Vaccines can cause certain side effects but serious ones appear very rare — and there's no link with autism and Type 1 diabetes, the Institute of Medicine says in the first comprehensive safety review in 17 years.
The report released Thursday isn't aimed at nervous parents. And the side effects it lists as proven are some that doctors long have known about, such as fever-caused seizures and occasional brain inflammation.
Instead, the review comes at the request of the government's Vaccine Injury Compensation Program, which as the name implies, pays damages to people who are injured by vaccines. Federal law requires this type of independent review as officials update side effects on that list to be sure they agree with the latest science.
"Vaccines are important tools in preventing serious infectious disease across the lifespan, from infancy through adulthood. All health care interventions, however, carry the possibility of risk and vaccines are no exception," said pediatrician and bioethicist Dr. Ellen Wright Clayton of Vanderbilt University, who chaired the institute panel.
Still, the report stresses that vaccines generally are safe, and it may help doctors address worries from a small but vocal anti-vaccine movement. Some vaccine-preventable diseases, including measles, are on the rise.
"I am hopeful that it will allay some people's concerns," Clayton said.
The review echoed numerous other scientific reports that dismiss an autism link.
But it found convincing evidence of 14 side effects:
—Fever-triggered seizures, which seldom cause long-term consequences, from the measles-mumps-rubella, or MMR, vaccine.
—MMR also can cause a rare form of brain inflammation in some people with immune problems.
—The varicella vaccine against chickenpox sometimes triggers that viral infection, resulting in widespread chickenpox or a painful relative called shingles. It also occasionally can lead to pneumonia, hepatitis or meningitis.
—Six vaccines — MMR and the chickenpox, hepatitis B, meningococcal and tetanus-containing vaccines — can cause severe allergic reactions known as anaphylaxis.
—Vaccines in general sometimes trigger fainting or a type of shoulder inflammation.
There's suggestive evidence but not proof of a few other side effects, including anaphylaxis from the human papillomavirus, or HPV, vaccine and short-term joint pain in some women and children from the MMR vaccine.
On the other hand, the report cleared flu shots of blame for two long-suspected side effects: Bell's palsy and worsening of asthma.
That doesn't mean there aren't other side effects — the review couldn't find enough evidence to decide about more than 100 other possibilities. Some vaccines are just too new to link to something really rare. Another example: Flu shots have long come with a caution about rare, paralyzing Guillain-Barre syndrome, but Clayton said research hasn't settled if that's a coincidence since the disorder is more common during the winter.
The Health Resources and Services Administration, which runs the vaccine compensation program, is reviewing the report but said it's too early to predict if it will prompt changes to the injury list.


# Assignment
Each line of the data that includes the string "INCREASE" is to be copied out.

# Figure content listings
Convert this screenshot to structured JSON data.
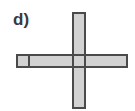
{
  "label": "d)",
  "colors": {
    "fill": "#d2d2d2",
    "stroke": "#4a4a4a",
    "text": "#3a3a3a"
  },
  "shape": {
    "description": "Cross-shaped net of unit squares: vertical strip crossing horizontal strip, with small end square on left",
    "vertical_bar": {
      "x": 72,
      "y": 12,
      "w": 14,
      "h": 97
    },
    "horizontal_bar": {
      "x": 16,
      "y": 54,
      "w": 112,
      "h": 14
    },
    "left_square": {
      "x": 16,
      "y": 54,
      "w": 14,
      "h": 14
    }
  }
}
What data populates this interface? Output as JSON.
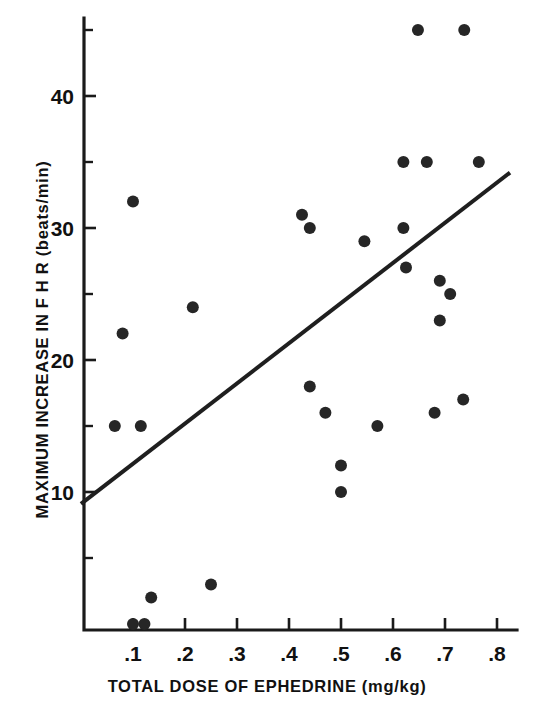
{
  "figure": {
    "background": "#ffffff",
    "ink_color": "#1a1a1a",
    "point_color": "#262626"
  },
  "axes": {
    "x_title": "TOTAL DOSE OF EPHEDRINE  (mg/kg)",
    "y_title": "MAXIMUM INCREASE IN F H R  (beats/min)",
    "x_ticks": [
      ".1",
      ".2",
      ".3",
      ".4",
      ".5",
      ".6",
      ".7",
      ".8"
    ],
    "y_ticks": [
      "10",
      "20",
      "30",
      "40"
    ]
  },
  "chart_data": {
    "type": "scatter",
    "title": "",
    "xlabel": "TOTAL DOSE OF EPHEDRINE  (mg/kg)",
    "ylabel": "MAXIMUM INCREASE IN F H R  (beats/min)",
    "xlim": [
      0.0,
      0.845
    ],
    "ylim": [
      0,
      46
    ],
    "x_tick_values": [
      0.1,
      0.2,
      0.3,
      0.4,
      0.5,
      0.6,
      0.7,
      0.8
    ],
    "x_tick_labels": [
      ".1",
      ".2",
      ".3",
      ".4",
      ".5",
      ".6",
      ".7",
      ".8"
    ],
    "y_tick_values": [
      10,
      20,
      30,
      40
    ],
    "y_tick_labels": [
      "10",
      "20",
      "30",
      "40"
    ],
    "y_minor_tick_values": [
      5,
      15,
      25,
      35,
      45
    ],
    "grid": false,
    "legend": null,
    "marker": "filled-circle",
    "points": [
      {
        "x": 0.065,
        "y": 15
      },
      {
        "x": 0.08,
        "y": 22
      },
      {
        "x": 0.1,
        "y": 32
      },
      {
        "x": 0.1,
        "y": 0
      },
      {
        "x": 0.115,
        "y": 15
      },
      {
        "x": 0.122,
        "y": 0
      },
      {
        "x": 0.135,
        "y": 2
      },
      {
        "x": 0.215,
        "y": 24
      },
      {
        "x": 0.25,
        "y": 3
      },
      {
        "x": 0.425,
        "y": 31
      },
      {
        "x": 0.44,
        "y": 30
      },
      {
        "x": 0.44,
        "y": 18
      },
      {
        "x": 0.47,
        "y": 16
      },
      {
        "x": 0.5,
        "y": 12
      },
      {
        "x": 0.5,
        "y": 10
      },
      {
        "x": 0.545,
        "y": 29
      },
      {
        "x": 0.57,
        "y": 15
      },
      {
        "x": 0.62,
        "y": 30
      },
      {
        "x": 0.62,
        "y": 35
      },
      {
        "x": 0.625,
        "y": 27
      },
      {
        "x": 0.648,
        "y": 45
      },
      {
        "x": 0.665,
        "y": 35
      },
      {
        "x": 0.68,
        "y": 16
      },
      {
        "x": 0.69,
        "y": 26
      },
      {
        "x": 0.69,
        "y": 23
      },
      {
        "x": 0.71,
        "y": 25
      },
      {
        "x": 0.735,
        "y": 17
      },
      {
        "x": 0.737,
        "y": 45
      },
      {
        "x": 0.765,
        "y": 35
      }
    ],
    "regression_line": {
      "x_start": 0.0,
      "y_start": 9.1,
      "x_end": 0.825,
      "y_end": 34.2
    }
  }
}
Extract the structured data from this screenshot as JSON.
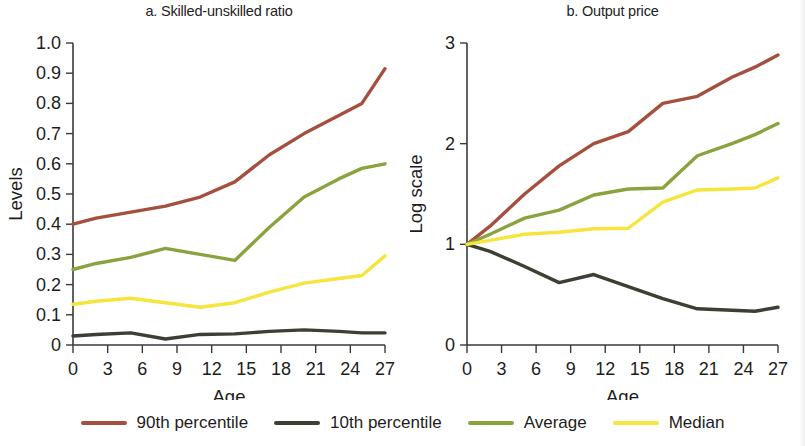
{
  "figure": {
    "background": "#ffffff",
    "panels": [
      {
        "key": "a",
        "title": "a. Skilled-unskilled ratio",
        "xlabel": "Age",
        "ylabel": "Levels"
      },
      {
        "key": "b",
        "title": "b. Output price",
        "xlabel": "Age",
        "ylabel": "Log scale"
      }
    ]
  },
  "legend": {
    "position": "bottom-center",
    "items": [
      {
        "label": "90th percentile",
        "color": "#a5503f"
      },
      {
        "label": "10th percentile",
        "color": "#3c4033"
      },
      {
        "label": "Average",
        "color": "#8aa33e"
      },
      {
        "label": "Median",
        "color": "#f5e53c"
      }
    ]
  },
  "chart_data": [
    {
      "type": "line",
      "title": "a. Skilled-unskilled ratio",
      "xlabel": "Age",
      "ylabel": "Levels",
      "x": [
        0,
        3,
        6,
        9,
        12,
        15,
        18,
        21,
        24,
        27
      ],
      "xticklabels": [
        "0",
        "3",
        "6",
        "9",
        "12",
        "15",
        "18",
        "21",
        "24",
        "27"
      ],
      "xlim": [
        0,
        27
      ],
      "ylim": [
        0,
        1.0
      ],
      "yticks": [
        0,
        0.1,
        0.2,
        0.3,
        0.4,
        0.5,
        0.6,
        0.7,
        0.8,
        0.9,
        1.0
      ],
      "yticklabels": [
        "0",
        "0.1",
        "0.2",
        "0.3",
        "0.4",
        "0.5",
        "0.6",
        "0.7",
        "0.8",
        "0.9",
        "1.0"
      ],
      "grid": false,
      "legend": "bottom",
      "series": [
        {
          "name": "90th percentile",
          "color": "#a5503f",
          "x": [
            0,
            2,
            5,
            8,
            11,
            14,
            17,
            20,
            23,
            25,
            27
          ],
          "values": [
            0.4,
            0.42,
            0.44,
            0.46,
            0.49,
            0.54,
            0.63,
            0.7,
            0.76,
            0.8,
            0.915
          ]
        },
        {
          "name": "10th percentile",
          "color": "#3c4033",
          "x": [
            0,
            2,
            5,
            8,
            11,
            14,
            17,
            20,
            23,
            25,
            27
          ],
          "values": [
            0.03,
            0.035,
            0.04,
            0.02,
            0.035,
            0.037,
            0.045,
            0.05,
            0.045,
            0.04,
            0.04
          ]
        },
        {
          "name": "Average",
          "color": "#8aa33e",
          "x": [
            0,
            2,
            5,
            8,
            11,
            14,
            17,
            20,
            23,
            25,
            27
          ],
          "values": [
            0.25,
            0.27,
            0.29,
            0.32,
            0.3,
            0.28,
            0.39,
            0.49,
            0.55,
            0.585,
            0.6
          ]
        },
        {
          "name": "Median",
          "color": "#f5e53c",
          "x": [
            0,
            2,
            5,
            8,
            11,
            14,
            17,
            20,
            23,
            25,
            27
          ],
          "values": [
            0.135,
            0.145,
            0.155,
            0.14,
            0.125,
            0.14,
            0.175,
            0.205,
            0.22,
            0.23,
            0.295
          ]
        }
      ]
    },
    {
      "type": "line",
      "title": "b. Output price",
      "xlabel": "Age",
      "ylabel": "Log scale",
      "x": [
        0,
        3,
        6,
        9,
        12,
        15,
        18,
        21,
        24,
        27
      ],
      "xticklabels": [
        "0",
        "3",
        "6",
        "9",
        "12",
        "15",
        "18",
        "21",
        "24",
        "27"
      ],
      "xlim": [
        0,
        27
      ],
      "ylim": [
        0,
        3
      ],
      "yticks": [
        0,
        1,
        2,
        3
      ],
      "yticklabels": [
        "0",
        "1",
        "2",
        "3"
      ],
      "grid": false,
      "legend": "bottom",
      "series": [
        {
          "name": "90th percentile",
          "color": "#a5503f",
          "x": [
            0,
            2,
            5,
            8,
            11,
            14,
            17,
            20,
            23,
            25,
            27
          ],
          "values": [
            1.0,
            1.18,
            1.5,
            1.78,
            2.0,
            2.12,
            2.4,
            2.47,
            2.66,
            2.76,
            2.88
          ]
        },
        {
          "name": "10th percentile",
          "color": "#3c4033",
          "x": [
            0,
            2,
            5,
            8,
            11,
            14,
            17,
            20,
            23,
            25,
            27
          ],
          "values": [
            1.0,
            0.93,
            0.78,
            0.62,
            0.7,
            0.58,
            0.46,
            0.36,
            0.345,
            0.335,
            0.375
          ]
        },
        {
          "name": "Average",
          "color": "#8aa33e",
          "x": [
            0,
            2,
            5,
            8,
            11,
            14,
            17,
            20,
            23,
            25,
            27
          ],
          "values": [
            1.0,
            1.1,
            1.26,
            1.34,
            1.49,
            1.55,
            1.56,
            1.88,
            2.0,
            2.09,
            2.2
          ]
        },
        {
          "name": "Median",
          "color": "#f5e53c",
          "x": [
            0,
            2,
            5,
            8,
            11,
            14,
            17,
            20,
            23,
            25,
            27
          ],
          "values": [
            1.0,
            1.04,
            1.1,
            1.12,
            1.155,
            1.16,
            1.42,
            1.54,
            1.55,
            1.56,
            1.66
          ]
        }
      ]
    }
  ]
}
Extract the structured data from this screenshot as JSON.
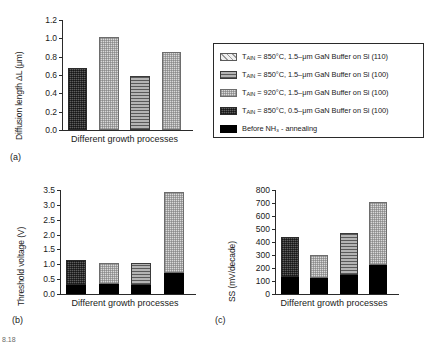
{
  "figure": {
    "panel_a_label": "(a)",
    "panel_b_label": "(b)",
    "panel_c_label": "(c)",
    "xaxis_caption": "Different growth processes",
    "footer_partial": "8.18"
  },
  "legend": {
    "entries": [
      {
        "pattern": "diagonal-hatch",
        "prefix": "T",
        "subscript": "AlN",
        "text": " = 850°C, 1.5–μm GaN Buffer on Si (110)"
      },
      {
        "pattern": "horizontal-lines",
        "prefix": "T",
        "subscript": "AlN",
        "text": " = 850°C, 1.5–μm GaN Buffer on Si (100)"
      },
      {
        "pattern": "checker",
        "prefix": "T",
        "subscript": "AlN",
        "text": " = 920°C, 1.5–μm GaN Buffer on Si (100)"
      },
      {
        "pattern": "dense-grid",
        "prefix": "T",
        "subscript": "AlN",
        "text": " = 850°C, 0.5–μm GaN Buffer on Si (100)"
      },
      {
        "pattern": "solid-black",
        "prefix": "",
        "subscript": "",
        "text": "Before NH₃ - annealing"
      }
    ]
  },
  "chart_data": [
    {
      "type": "bar",
      "panel": "a",
      "title": "",
      "xlabel": "Different growth processes",
      "ylabel": "Diffusion length ΔL (μm)",
      "ylim": [
        0.0,
        1.2
      ],
      "yticks": [
        "0.0",
        "0.2",
        "0.4",
        "0.6",
        "0.8",
        "1.0",
        "1.2"
      ],
      "ytick_values": [
        0.0,
        0.2,
        0.4,
        0.6,
        0.8,
        1.0,
        1.2
      ],
      "grid": false,
      "legend_position": "outside-right",
      "categories": [
        "process-1",
        "process-2",
        "process-3",
        "process-4"
      ],
      "values": [
        0.68,
        1.02,
        0.59,
        0.85
      ],
      "patterns": [
        "dense-grid",
        "checker",
        "horizontal-lines",
        "checker"
      ]
    },
    {
      "type": "bar",
      "panel": "b",
      "title": "",
      "xlabel": "Different growth processes",
      "ylabel": "Threshold voltage (V)",
      "ylim": [
        0.0,
        3.5
      ],
      "yticks": [
        "0.0",
        "0.5",
        "1.0",
        "1.5",
        "2.0",
        "2.5",
        "3.0",
        "3.5"
      ],
      "ytick_values": [
        0.0,
        0.5,
        1.0,
        1.5,
        2.0,
        2.5,
        3.0,
        3.5
      ],
      "grid": false,
      "stacked": true,
      "categories": [
        "process-1",
        "process-2",
        "process-3",
        "process-4"
      ],
      "series": [
        {
          "name": "Before NH3 - annealing",
          "pattern": "solid-black",
          "values": [
            0.3,
            0.33,
            0.31,
            0.69
          ]
        },
        {
          "name": "After annealing",
          "pattern": "varies",
          "values": [
            0.83,
            0.73,
            0.75,
            2.73
          ]
        }
      ],
      "totals": [
        1.13,
        1.06,
        1.06,
        3.42
      ],
      "upper_patterns": [
        "dense-grid",
        "checker",
        "horizontal-lines",
        "checker"
      ]
    },
    {
      "type": "bar",
      "panel": "c",
      "title": "",
      "xlabel": "Different growth processes",
      "ylabel": "SS (mV/decade)",
      "ylim": [
        0,
        800
      ],
      "yticks": [
        "0",
        "100",
        "200",
        "300",
        "400",
        "500",
        "600",
        "700",
        "800"
      ],
      "ytick_values": [
        0,
        100,
        200,
        300,
        400,
        500,
        600,
        700,
        800
      ],
      "grid": false,
      "stacked": true,
      "categories": [
        "process-1",
        "process-2",
        "process-3",
        "process-4"
      ],
      "series": [
        {
          "name": "Before NH3 - annealing",
          "pattern": "solid-black",
          "values": [
            128,
            122,
            148,
            220
          ]
        },
        {
          "name": "After annealing",
          "pattern": "varies",
          "values": [
            307,
            178,
            322,
            490
          ]
        }
      ],
      "totals": [
        435,
        300,
        470,
        710
      ],
      "upper_patterns": [
        "dense-grid",
        "checker",
        "horizontal-lines",
        "checker"
      ]
    }
  ]
}
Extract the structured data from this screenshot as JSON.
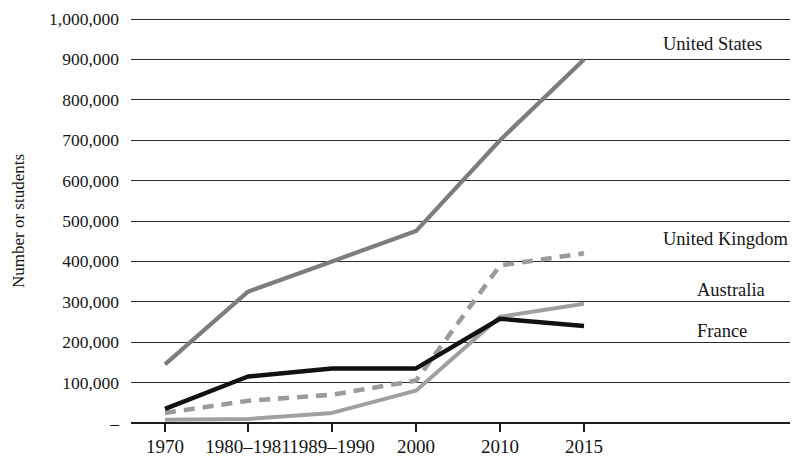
{
  "chart_data": {
    "type": "line",
    "title": "",
    "xlabel": "",
    "ylabel": "Number or students",
    "categories": [
      "1970",
      "1980–1981",
      "1989–1990",
      "2000",
      "2010",
      "2015"
    ],
    "ylim": [
      0,
      1000000
    ],
    "ytick_labels": [
      "1,000,000",
      "900,000",
      "800,000",
      "700,000",
      "600,000",
      "500,000",
      "400,000",
      "300,000",
      "200,000",
      "100,000",
      "–"
    ],
    "ytick_values": [
      1000000,
      900000,
      800000,
      700000,
      600000,
      500000,
      400000,
      300000,
      200000,
      100000,
      0
    ],
    "grid": true,
    "legend_position": "right-inline-labels",
    "series": [
      {
        "name": "United States",
        "values": [
          145000,
          325000,
          400000,
          475000,
          700000,
          900000
        ],
        "color": "#7d7d7d",
        "style": "solid",
        "width": 4.2,
        "label_x": 663,
        "label_y": 50
      },
      {
        "name": "United Kingdom",
        "values": [
          25000,
          55000,
          70000,
          105000,
          390000,
          420000
        ],
        "color": "#9b9b9b",
        "style": "dashed",
        "width": 4.6,
        "label_x": 663,
        "label_y": 245
      },
      {
        "name": "Australia",
        "values": [
          8000,
          10000,
          25000,
          80000,
          263000,
          295000
        ],
        "color": "#a0a0a0",
        "style": "solid",
        "width": 4.0,
        "label_x": 697,
        "label_y": 296
      },
      {
        "name": "France",
        "values": [
          35000,
          115000,
          135000,
          135000,
          258000,
          240000
        ],
        "color": "#111111",
        "style": "solid",
        "width": 4.4,
        "label_x": 697,
        "label_y": 337
      }
    ]
  },
  "axes": {
    "plot_left": 131,
    "plot_right": 790,
    "plot_top": 19,
    "plot_bottom": 423,
    "tick_x": [
      165,
      248,
      332,
      416,
      500,
      584
    ]
  }
}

# Expected answer
    "y_title": "MAXIMUM INCREASE IN F H R  (beats/min)",
    "ylabel": "MAXIMUM INCREASE IN F H R  (beats/min)",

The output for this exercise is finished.